Giving a presentation with perfect UI/UX design
Introduction
Every single one of us gives presentations from time to time. What can be difficult about creating a couple of slides with great UI and nice content, right? Well… not really actually. In real life, things may get difficult.
You want to cover the whole topic and give as much information as fits on a slide. Then you go to Google to find some awesome pictures, and finally, cover it all with some fancy animation. And here is where things start falling apart: how do you balance all this stuff?
Take our helping hand, as we are here to show you how to create a presentation with both perfect user experience and user interface. Let’s find out how to create perfect UI & UX design in a presentation.
Original article — Giving a presentation with perfect UI/UX design
Main principles of perfect UI/UX in presentation
1. Your personality
This article is not about public speaking, or how to sound great. Instead, we’ll concentrate on visual and UX design of presenting.

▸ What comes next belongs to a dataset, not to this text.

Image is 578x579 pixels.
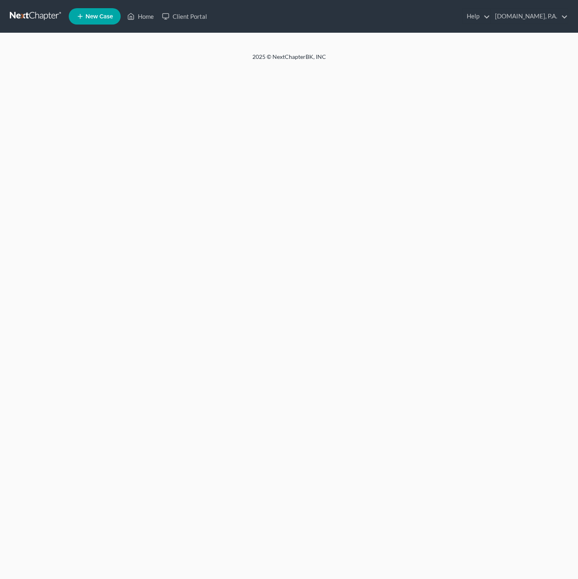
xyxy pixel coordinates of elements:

But the main thing to remember is that your presentation is you. Think of your personality as a part of the presentation as a whole. Your voice, facial expressions, gestures, clothes matter. Do you want to be the center of attention, or should your slides attract the audience? Should your colorful clothes and bright lipstick grab the attention, or do you want listeners to concentrate only on your slides?
2. Right Place, Time and People
There are a few points from marketing which you should consider while making your presentation. Use Market segmentation, analyze the target audience and try to create user personas. You don’t have to go deep with this, but at least try to understand the needs and behaviors of your listeners. This will help you with setting general style, choosing pictures and templates, color schemes, etc. For example, there is a huge difference in designing slides for iOS developers' conferences, business proposal or meet up for graphic designers. When you pitch your startup idea, your UX design in presentation will look different as well. Same applies to giving presentations at conferences.
3. KISS and Less is More
Slides work best if you keep them simple rather than overcomplicate. Emphasize every part of your slide, and you lose the user’s attention at all.
How to ruin your presentation and make slides hard to understand? Do the following:
What your users see are different attention catchers that compete for priority. Keep them to a minimum to draw the attention of more users. So what’s the secret? Keep it simply stupid: make the presentation design clean and to the point.
So let’s see how it works:
| | |
| Do | Don’t |
4. Use white space and play with user attention
Whitespace is not white parts of your slide. Whitespace is any section of a slide that is free of text, images, charts, etc. or simply space around these objects. Use it, and your presentation will look less crowded and more easy-to-read. Also, whitespace helps to separate content into logical blocks.
Don’t place all the text from your speech on the slides. Most people just don’t read it. Concentrate on the main points: 3–4 sentences will be OK. It’s ok to put only 1 sentence, few words or just one picture if they are very important. You can also do it to achieve the maximum focus of listeners.
Typography
Picking the right typeface is probably one of the first steps of creating a presentation.
Font types
First of all, select only well-readable fonts. Of course, you can use some experimental ones or spend a lot of time finding the best one to suit your slides. But if you want to play safe or you don’t have time/desire to do it, here are time-proved fonts with the best readability:
- Helvetica
- Poppins
- Open Sans
- Verdana
- Roboto
- Lato
- Futura
Create your font-system for the presentation, but don’t overdo it. One-two fonts will be enough.
Font size
Be accurate with the font size. The best way to avoid mistakes is to avoid thin, delicate typefaces at a small size — use 14–16 as min.
Create a system for titles, subtitles, and textual blocks and try to keep it on every slide. Here’s the safe recipe for Poppins font:
Titles — 24
Subtitles — 18
Main text — 14–16
These tips will help you avoid drowning your audience with the crazy amount of combinations and focus on the content instead.
And last font hint
Never use Comic Sans and don’t graphically modify the text. You can use bevel, drop shadow, emboss and outline, but you rather not.
These font styles are outdated and their star time passed around 1998.
Images
Use high-quality images with a big resolution. Don’t steal them and never use photos with watermarks in your presentation. I bet your listeners will notice nothing except watermarks or pixel-detailed photos and will giggle instead of listening.
There are several websites with stock photos that are free to use. I use several of them
Also, try to avoid using images as a background for text. Sometimes it can work very well, but in most cases, it just lowers the level of readability. If you want to go with images as a background, then be ready to spend some time on photo editing and to use masks, shadows, and gradients.
Colors
Picking colors for your presentation is not rocket science. The main point is to pick the colors with adequate contrast. Complementary pairs such as red-cyan, green--magenta, and blue-yellow will work well for sure.
Concentrate on two or three colors for contrast elements and keep the main textual content black (or dark grey) for light mode and white for dark mode. Keep in mind that paragraph text should always be in one color. Pay attention that usually projectors make colors paler so light grey text on a white background will not work at all in this case.
Slide composition
Don’t overload the slide and try to define the main accent object. Arranging it on Golden Ratio always works well. Divide the space into three equal sections horizontally and three vertically. Also, don’t forget about symmetry and equal whitespace for borders. Rearrange main content blocks to align with this greed, so you can keep the audience’s attention. Similar slides make them feel bored and tire eyes.
Conclusion
Treat your presentation as a visual object. A bit of marketing research on your audience, font system, color scheme, grid composition of elements and whitespace will make magic. But always remember that you and your personality make your presentation work. CrEATe!